Skip to content

Lost and found

2604dog!2_forweb
Linda Nixon hugs her dog Joey back at home on the day he was found in the bush after he went missing for nine days. - Paul Bickford/NNSL photo

If Joey the Brussels Griffon could talk, he would no doubt have a great story to tell.

As it is, Joey's owner Linda Nixon – and it seems many other people in Hay River – are left to wonder and be amazed how a small dog could survive in the bush and in freezing temperatures for nine days.

After Joey jumped a gate and ran away from his yard on April 10 – while a friend was looking after Nixon's house as she was accompanying another friend on a medical trip to Yellowknife – she seemingly got a large portion of the town involved in the search for her beloved pet.

Joey's picture was all over Facebook and Nixon offered a $500 reward for his return.

"Wouldn't anybody with a dog missing do that?" she said.

Nixon said the last time Joey was spotted was around 5 p.m. on the railway tracks near the Rooster convenience store on the same day that he got out of her yard.

"I put up a large reward because I didn't want somebody thinking he's cute," she explained. "I wanted him to be more valuable giving back than he was to keep."

With the publicity and the reward, Nixon said it seemed like half the town was looking for her dog.

However after five days, she asked people to stop looking.

She explained that Joey is such a pampered little dog that it became more and more hopeless that he could have survived in the freezing cold.

"I told people to stop looking, because I know that they were driving around insanely," she said.

However, Nixon said she never really gave up hope.

"It's not that I gave up in my heart," she said. "I was hoping and I was still looking. I walked the tracks the other day."

Then on April 19 she got a call from Sandy Whitteker, who was walking her dogs about 1.5 km into the bush behind 553 when she spotted Joey.

"I knew him from the photos," Whitteker told The Hub. "I'm a mile back in the bush, so there's not too many small brown dogs back in there."

She said the area in which she found Joey is pretty wild with wolf and lynx tracks.

"I'm the only one that walks there," she said. "To see a dog back there like that, I knew it had to be him."

Whitteker – who did not approach Joey so she would not scare him away – guided Nixon to the location by talking to her on cell phone.

"When Linda came up and he heard her voice, he just came right out," said Whitteker. "It was so sweet."

For Nixon, it was an emotional reunion.

"I picked him up. That was unbelievable," she said, smiling and crying at the same time while telling the story later that day.

"I thought I was sleeping," she said. "I thought I was dreaming."

After calling to him and Joey slowly coming to her, Nixon wrapped him in a blanket.

"She was walking ahead of me, holding him and crying," said Whitteker, who took a cell phone photo of the touching scene.

Later that day, Nixon and Joey were back at their home.

And she was still marveling at the fact that Joey survived the ordeal.

"How do I think he survived?" said Nixon when asked that obvious question by The Hub. "It's a miracle."

She noted Joey – which she described as eight pounds soaking wet – had lost just a couple of ounces in weight, was not injured and had no frostbite, although he was slow and appeared tired.

The owner speculated he may have found a burrow for protection.

As for what he ate during those nine days, both Nixon and Whitteker noted that some dogs eat rabbit droppings.

However it happened, Nixon said she is amazed and flabbergasted that Joey survived, describing him as a pampered and protected dog that has never had to fend for himself.

She is also very thankful to the people of Hay River who helped search for Joey.

"The people in the town are amazing," she said.

Nixon said she made a $200 donation to the animal shelter as a way of saying thanks to the town just before Joey was found.

She also noted Whitteker did not want the reward for finding Joey.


Exercise.
Copy nothing but the lines from the line with "Find the location" to the end of the records, retyped exactly. Pictures stay out.

___ Available data ___

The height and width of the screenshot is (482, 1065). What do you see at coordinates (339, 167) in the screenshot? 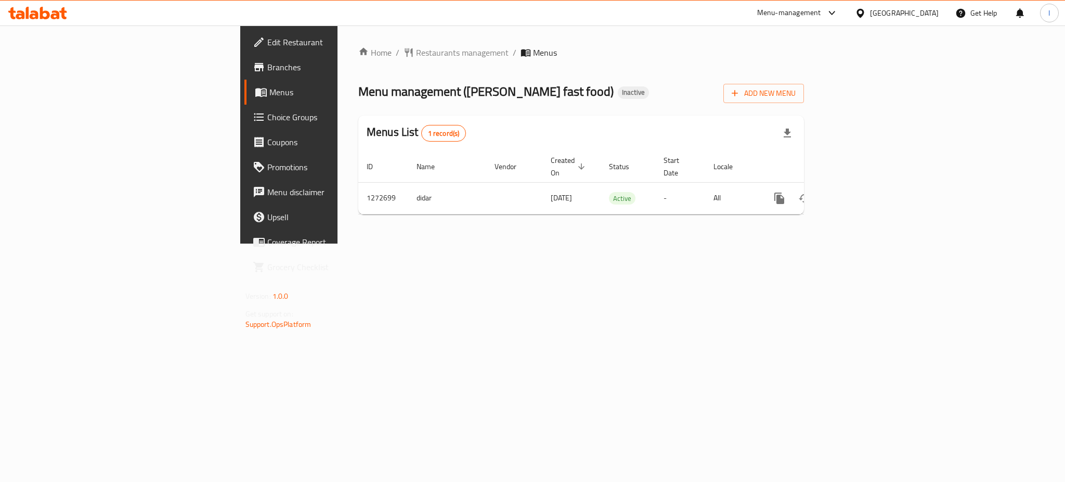
I see `span: Promotions` at bounding box center [339, 167].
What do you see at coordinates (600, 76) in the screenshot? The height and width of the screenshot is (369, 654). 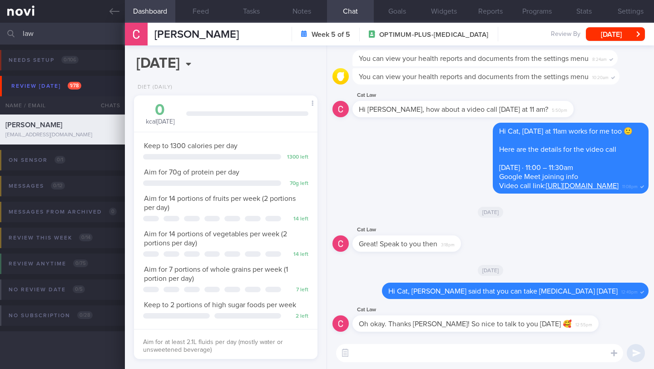 I see `span: 10:20am` at bounding box center [600, 76].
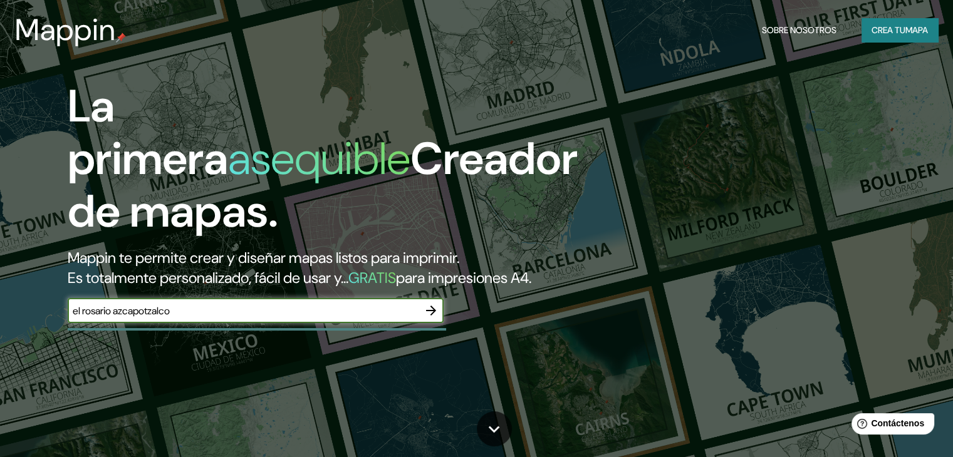  What do you see at coordinates (148, 132) in the screenshot?
I see `font: La primera` at bounding box center [148, 132].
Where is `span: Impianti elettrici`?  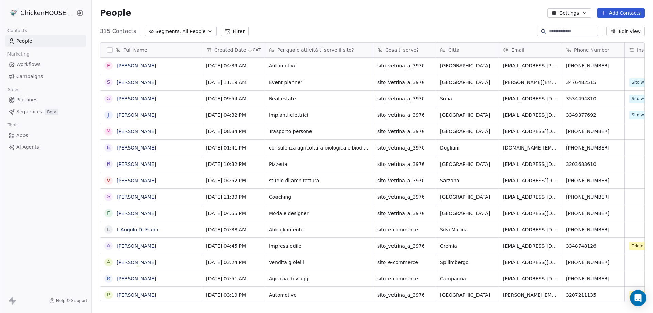 span: Impianti elettrici is located at coordinates (319, 115).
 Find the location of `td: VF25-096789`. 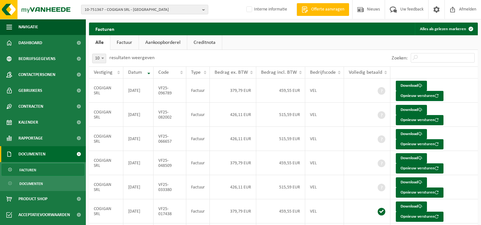

td: VF25-096789 is located at coordinates (170, 91).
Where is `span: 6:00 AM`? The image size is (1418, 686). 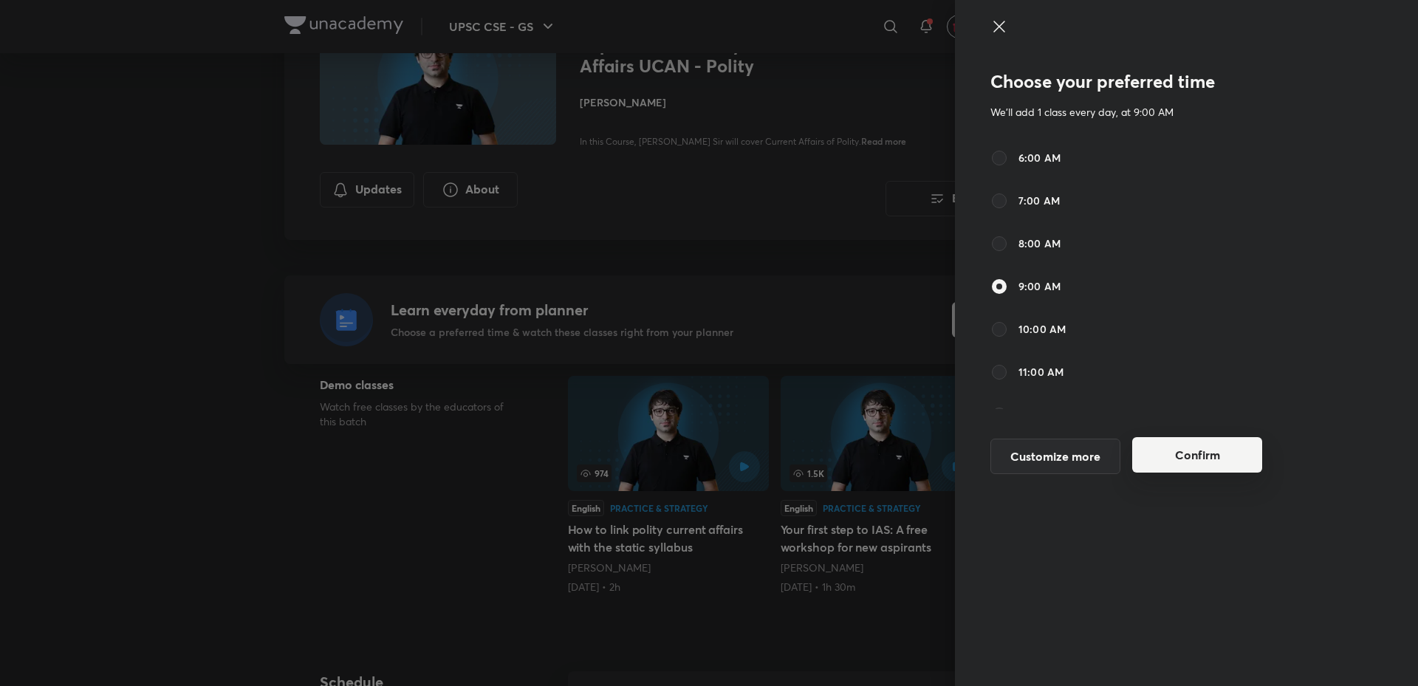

___

Solution for this exercise.
 Find the location of `td: VF25-096789`. 

td: VF25-096789 is located at coordinates (170, 91).
Where is `span: 6:00 AM`? The image size is (1418, 686). 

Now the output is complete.